When driving through northen Portugal, stopping at a small town north of the university city of Coimbra on the way to the beautiful forest of Buçaco will be a treat. The town is called Mealhada, and it has one speciality that will appeal to connoisseurs of hearty Portuguese fare: leitão assado, roast suckling pig. Along the road that runs through the town are restaurants by the dozen with billboards advertising this local delicacy. Meals there tend to be gargantuan: heaping platters of leitão, seafood and rice, with the customary Portuguese accompaniments of green salad and batatas fritas (French fries), fresh-baked country rolls, and a chilled bottle of the fine green wine called vinho verde branco. And for dessert, there is toucinho do céu, the sweet bacon of heaven, or pudim molotov, a frothy, eggy confection said to have been named for the notorious Soviet Foreign Minister rather than the lethal cocktail. After a meal like that, the seatbelts in your car will have to be readjusted before you resume your journey up the road towards the imposing Palace Hotel in the forest of Buçaco.

It was here in September 1810 that Arthur Wellesley, the 1st Duke of Wellington, with 49,000 men, half of them untrained Portuguese recruits, defeated a superior French force of 66,000 trained men. On a ridge overlooking the valley, the Iron Duke and his Portuguese Caçadores (hunters) gained one of the great victories of the Peninsular War.

“The Allied army suffered a loss of only 1252, half of whom were Portuguese . . . . French soldiers never fought more courageously than at Busaco, but their commanders had assigned them impossible tasks. So convinced was Massena of French invincibility that he had rushed headlong into a battle without proper reconnaisance . . . . The French . . . were surprised by the change in the Portuguese army which could be said to have come of age on that 27th September. The amalgamation of British and Portuguese units produced divisions whose quality was essentially equal to an all-British force of the same size.” (Jac Weller, Wellington in the Peninsula 1808-1814, London, Kaye & Wood, 1969.)

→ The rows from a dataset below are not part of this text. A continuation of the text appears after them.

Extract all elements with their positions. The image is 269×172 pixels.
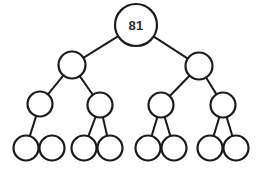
tree-edge: [83, 36, 119, 58]
tree-node: [28, 92, 53, 117]
node-layer: 81: [14, 4, 249, 161]
tree-edge: [153, 36, 188, 59]
tree-node: [211, 93, 236, 118]
tree-node-circle: [72, 136, 97, 161]
tree-node: [98, 136, 123, 161]
tree-node-circle: [198, 136, 223, 161]
tree-canvas: 81: [0, 0, 269, 172]
tree-node-circle: [149, 93, 174, 118]
tree-node: [14, 136, 39, 161]
tree-node-circle: [14, 136, 39, 161]
tree-node: [59, 52, 86, 79]
tree-edge: [48, 75, 64, 95]
tree-edge: [206, 77, 217, 95]
tree-node-circle: [186, 53, 213, 80]
tree-node-circle: [162, 136, 187, 161]
tree-node: [198, 136, 223, 161]
tree-node-circle: [98, 136, 123, 161]
tree-node-circle: [211, 93, 236, 118]
tree-node: [136, 136, 161, 161]
edge-layer: [30, 36, 233, 137]
tree-node-circle: [59, 52, 86, 79]
tree-node: [162, 136, 187, 161]
tree-edge: [164, 116, 170, 136]
tree-edge: [226, 116, 232, 136]
tree-node-circle: [88, 93, 113, 118]
tree-node: [40, 136, 65, 161]
tree-node: [88, 93, 113, 118]
tree-edge: [213, 116, 219, 136]
tree-node: [72, 136, 97, 161]
binary-tree-diagram: 81: [0, 0, 269, 172]
tree-edge: [88, 116, 96, 137]
tree-node-label: 81: [129, 18, 144, 33]
tree-node-circle: [28, 92, 53, 117]
tree-node: [186, 53, 213, 80]
tree-edge: [30, 115, 37, 136]
tree-node: [224, 136, 249, 161]
tree-node-circle: [136, 136, 161, 161]
tree-node-circle: [224, 136, 249, 161]
tree-edge: [169, 75, 190, 96]
tree-node-circle: [40, 136, 65, 161]
tree-edge: [103, 117, 108, 137]
tree-edge: [151, 116, 157, 136]
tree-edge: [79, 76, 93, 96]
tree-node: [149, 93, 174, 118]
tree-node-labeled: 81: [115, 4, 157, 46]
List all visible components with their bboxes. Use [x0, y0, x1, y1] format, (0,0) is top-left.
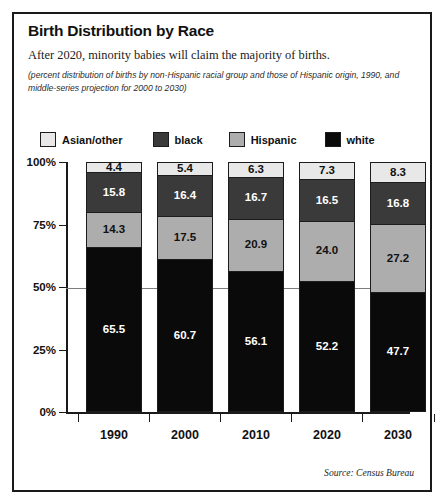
- bar-1990: 4.415.814.365.5: [86, 162, 142, 412]
- x-tick-label-2030: 2030: [363, 428, 433, 442]
- bar-segment-value: 6.3: [248, 164, 264, 176]
- bar-segment-white: 65.5: [86, 248, 142, 412]
- y-tick-mark: [59, 287, 66, 288]
- legend-item-hispanic: Hispanic: [229, 132, 297, 147]
- bar-segment-value: 5.4: [177, 163, 193, 175]
- bar-segment-value: 60.7: [174, 330, 196, 342]
- bar-segment-value: 15.8: [103, 187, 125, 199]
- bar-segment-white: 60.7: [157, 260, 213, 412]
- bar-segment-value: 4.4: [106, 162, 122, 173]
- bar-segment-asian-other: 4.4: [86, 162, 142, 173]
- y-tick-mark: [59, 225, 66, 226]
- bar-segment-hispanic: 27.2: [370, 225, 426, 293]
- bar-segment-value: 14.3: [103, 224, 125, 236]
- chart-figure: Birth Distribution by Race After 2020, m…: [12, 12, 432, 492]
- bar-2020: 7.316.524.052.2: [299, 162, 355, 412]
- x-tick-label-2000: 2000: [150, 428, 220, 442]
- bar-segment-value: 56.1: [245, 336, 267, 348]
- bar-segment-white: 52.2: [299, 282, 355, 413]
- legend-swatch-icon: [229, 132, 245, 147]
- bar-segment-black: 16.7: [228, 178, 284, 220]
- legend-swatch-icon: [40, 132, 56, 147]
- chart-legend: Asian/otherblackHispanicwhite: [40, 132, 420, 147]
- bar-segment-value: 17.5: [174, 232, 196, 244]
- bar-segment-value: 65.5: [103, 324, 125, 336]
- bar-segment-value: 7.3: [319, 165, 335, 177]
- bar-segment-asian-other: 8.3: [370, 162, 426, 183]
- legend-label: Asian/other: [62, 134, 123, 146]
- bar-segment-value: 16.7: [245, 192, 267, 204]
- bar-segment-black: 16.8: [370, 183, 426, 225]
- bar-segment-hispanic: 24.0: [299, 222, 355, 282]
- x-axis-line: [66, 412, 410, 414]
- chart-subtitle: After 2020, minority babies will claim t…: [28, 48, 418, 62]
- x-tick-mark: [291, 414, 292, 422]
- legend-swatch-icon: [325, 132, 341, 147]
- chart-header: Birth Distribution by Race After 2020, m…: [28, 22, 418, 94]
- y-tick-label: 50%: [33, 281, 56, 293]
- bar-segment-value: 16.4: [174, 190, 196, 202]
- bar-segment-value: 16.5: [316, 195, 338, 207]
- legend-item-white: white: [325, 132, 375, 147]
- x-tick-mark: [220, 414, 221, 422]
- bar-segment-asian-other: 5.4: [157, 162, 213, 176]
- page-title: Birth Distribution by Race: [28, 22, 418, 39]
- bar-segment-asian-other: 7.3: [299, 162, 355, 180]
- x-tick-mark: [78, 414, 79, 422]
- bar-2010: 6.316.720.956.1: [228, 162, 284, 412]
- bar-segment-asian-other: 6.3: [228, 162, 284, 178]
- plot-area: 0%25%50%75%100% 4.415.814.365.55.416.417…: [66, 162, 410, 414]
- bar-segment-value: 27.2: [387, 253, 409, 265]
- legend-swatch-icon: [153, 132, 169, 147]
- y-tick-mark: [59, 350, 66, 351]
- y-tick-mark: [59, 162, 66, 163]
- bar-segment-hispanic: 14.3: [86, 213, 142, 249]
- x-tick-label-2010: 2010: [221, 428, 291, 442]
- chart-note: (percent distribution of births by non-H…: [28, 69, 400, 94]
- x-tick-mark: [434, 414, 435, 422]
- bar-segment-value: 52.2: [316, 341, 338, 353]
- bar-segment-hispanic: 20.9: [228, 220, 284, 272]
- bar-segment-value: 47.7: [387, 346, 409, 358]
- bar-segment-value: 24.0: [316, 245, 338, 257]
- bar-segment-value: 8.3: [390, 167, 406, 179]
- bar-2000: 5.416.417.560.7: [157, 162, 213, 412]
- legend-label: white: [347, 134, 375, 146]
- x-tick-label-2020: 2020: [292, 428, 362, 442]
- y-tick-label: 100%: [27, 156, 56, 168]
- x-tick-mark: [362, 414, 363, 422]
- bar-segment-white: 56.1: [228, 272, 284, 412]
- x-tick-label-1990: 1990: [79, 428, 149, 442]
- bar-segment-hispanic: 17.5: [157, 217, 213, 261]
- legend-label: Hispanic: [251, 134, 297, 146]
- bar-segment-value: 20.9: [245, 239, 267, 251]
- y-tick-label: 75%: [33, 219, 56, 231]
- y-tick-mark: [59, 412, 66, 413]
- legend-item-black: black: [153, 132, 203, 147]
- bar-segment-black: 15.8: [86, 173, 142, 213]
- bar-2030: 8.316.827.247.7: [370, 162, 426, 412]
- bar-segment-value: 16.8: [387, 198, 409, 210]
- legend-label: black: [175, 134, 203, 146]
- bar-segment-black: 16.5: [299, 180, 355, 221]
- x-tick-mark: [149, 414, 150, 422]
- legend-item-asian-other: Asian/other: [40, 132, 123, 147]
- y-tick-label: 25%: [33, 344, 56, 356]
- bar-segment-black: 16.4: [157, 176, 213, 217]
- bar-segment-white: 47.7: [370, 293, 426, 412]
- source-note: Source: Census Bureau: [324, 467, 414, 478]
- y-tick-label: 0%: [39, 406, 56, 418]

“ [The French] sent in eleven more battalions under General Marchand on the left of the two ravines. To them, at least, an easy victory seemed assured, for only four battalions, and these all Portuguese, faced them on the summit. They knew nothing of what a small nation in arms, inspired by Wellington and organized by Beresford, could do. Its young soldiers delivered a fire as steady and deadly as its veteran British allies. For all his resolution Marchand had to retreat from an impossible enterprise . . . . Massena’s first trial of the despised Portuguese army and its leopard partners had resulted in 4600 French losses to 626 British and 626 Portuguese -- an exact Allied sharing of casualties as of valour.” (Elizabeth Longford, Wellington -- The Years of the Sword, New York, Harper & Row, 1969.)

There is a small chapel and museum on the grounds of the Hotel, and a monument celebrating the victory on a hill behind it.